United States or Pakistan ? Vote for the TOP Country of the Week !


They wasted no time fumbling for the knob, but put all the strength of their shoulders against the opening. The door gave, suddenly, and they tumbled over each other into a dimly lighted room.

"Rabble!" she added in precisely the tone which one might expect of a well-bred but particularly deadly snake. The mob wilted to a purposeless and abashed crowd. The crowd disintegrated into individuals. The individuals asked themselves what they were doing there, and, finding no sufficient answer, slunk away. Annie Oombrella pattered along beside him, fumbling his hand and trying not to cry.

Apparently some one was fumbling at the other end and he felt the impression of a woman's sleeve or dress brushing the instrument. "Well, well," he cried in quick, impatient tones, "what is it? What's the matter?" "Is that you?" came the faint echo of a woman's voice. "Who is this, please?" "Jim, don't you know my voice! It's Nan!" "I didn't recognize it. You spoke so queerly. What is it, Nan?"

At first Hemstead grew deathly pale, and his aunt, thinking he was going to faint, began fumbling for her salts. But a moment later the blood suffused even his neck and brow, and he said passionately, "I don't believe a word of this; Miss Marsden is not capable of such falsehood." "Whether in your unreasoning passion you will believe it or not makes no difference," said Mrs. Marchmont, quietly.

He was pulling Surry in, now, and he held his riata in one hand as though he were ready to use it at a moment's notice, and blank astonishment was on his face. That, perhaps, was because of José and José's hostile attitude, standing crosswise of the trail like that, and scowling while he waited, with the fingers of his right hand fumbling inside his sash for his dagger, perchance!

And here here," fumbling in her waistband and bringing out a knitted purse; "I would have offered it before, only I thought shame. My wages? Yes. You've paid us wages these nine years, haven't you; and what right had we to any, being slaves? You will not take it, my lord? Well, then, my dear master, if I must go, if I must leave you, take my papers and sell me to some one.

If Dickens had stumbled in among the old armour and quaint folios of Scott's study he would certainly have read his brother novelist a lesson in no measured terms about the futility of thus fumbling in the dust-bins of old oppression and error.

He hung his head and scraped with an unconscious foot upon the floor. The minister recovered his wind, looked with contempt in every line at the man who had abused him, and sat down without a word before the fire. "I'm sorry about this," said M'Iver, fumbling about his waist-belt with nervous ringers; "I'm sorry about this, Master Gordon.

"I assure you," he went on, fumbling for something to say, "that my heart is brimming with gratitude so that my lips find it hard to utter the words that crowd into my mind." At this point some kindly friend in the audience gingerly set going a ripple of applause, which, though evidently forced, was like wine to the old man's intellect; it flung a glow through his imagination.

"I should know you anywhere," declared Masherville, nervously fumbling with the string of his eye-glass. "It's impossible to forget your face, Miss Marcia!" She was silent, and kept that face turned from him so long that the gentle little lord was surprised. He approached her more closely and took her hand the hand that had played with the drops in the fountain.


ACTIVITY: Search the records for the word "Benefits". Copy every line where it appears.
Segment Start: GIVEN DATA
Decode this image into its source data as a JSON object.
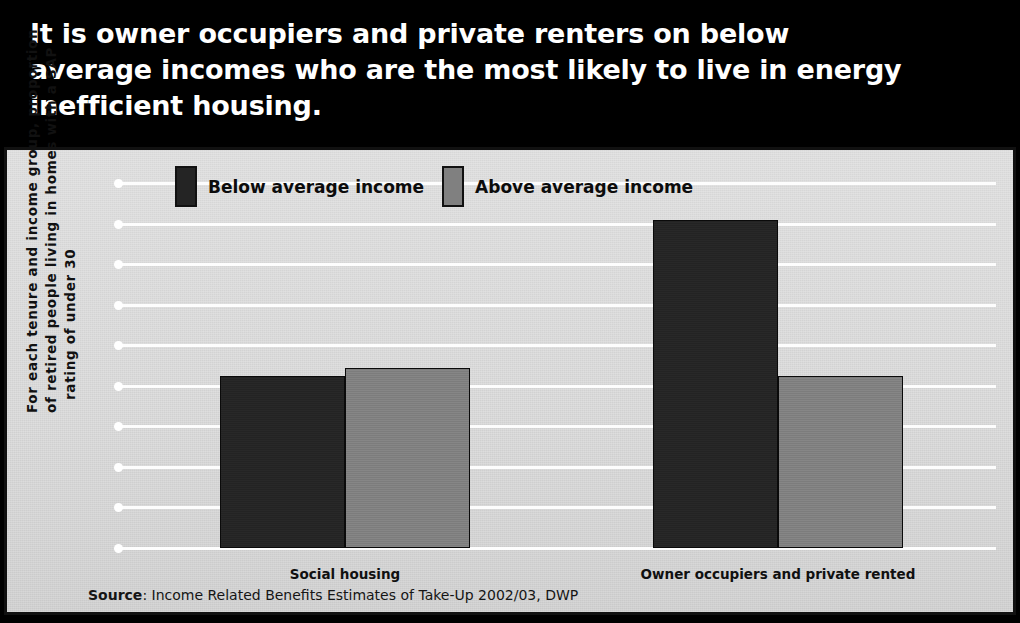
{
  "headline": "It is owner occupiers and private renters on below\naverage incomes who are the most likely to live in energy\ninefficient housing.",
  "yaxis_caption": {
    "line1": "For each tenure and income group, proportion",
    "line2": "of retired people living in homes with a SAP",
    "line3": "rating of under 30"
  },
  "source": {
    "prefix": "Source",
    "text": ": Income Related Benefits Estimates of Take-Up 2002/03, DWP"
  },
  "colors": {
    "banner_background": "#000000",
    "banner_text": "#ffffff",
    "panel_background": "#d9d9d9",
    "panel_border": "#111111",
    "gridline": "#fdfdfd",
    "series_below": "#242424",
    "series_above": "#808080"
  },
  "chart_data": {
    "type": "bar",
    "title": "",
    "subtitle": "",
    "xlabel": "",
    "ylabel": "For each tenure and income group, proportion of retired people living in homes with a SAP rating of under 30",
    "categories": [
      "Social housing",
      "Owner occupiers and private rented"
    ],
    "series": [
      {
        "name": "Below average income",
        "color": "#242424",
        "values": [
          8.5,
          16.2
        ]
      },
      {
        "name": "Above average income",
        "color": "#808080",
        "values": [
          8.9,
          8.5
        ]
      }
    ],
    "ylim": [
      0,
      18
    ],
    "yticks": [
      0,
      2,
      4,
      6,
      8,
      10,
      12,
      14,
      16,
      18
    ],
    "ytick_labels": [
      "0",
      "2",
      "4",
      "6",
      "8",
      "10",
      "12",
      "14",
      "16",
      "18"
    ],
    "grid": true,
    "legend_position": "top-left",
    "legend": [
      "Below average income",
      "Above average income"
    ],
    "annotations": [
      "Source: Income Related Benefits Estimates of Take-Up 2002/03, DWP"
    ]
  }
}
Segment End: GIVEN DATA
TASK OUTPUT:
    "text": ": Income Related Benefits Estimates of Take-Up 2002/03, DWP"
      "Source: Income Related Benefits Estimates of Take-Up 2002/03, DWP"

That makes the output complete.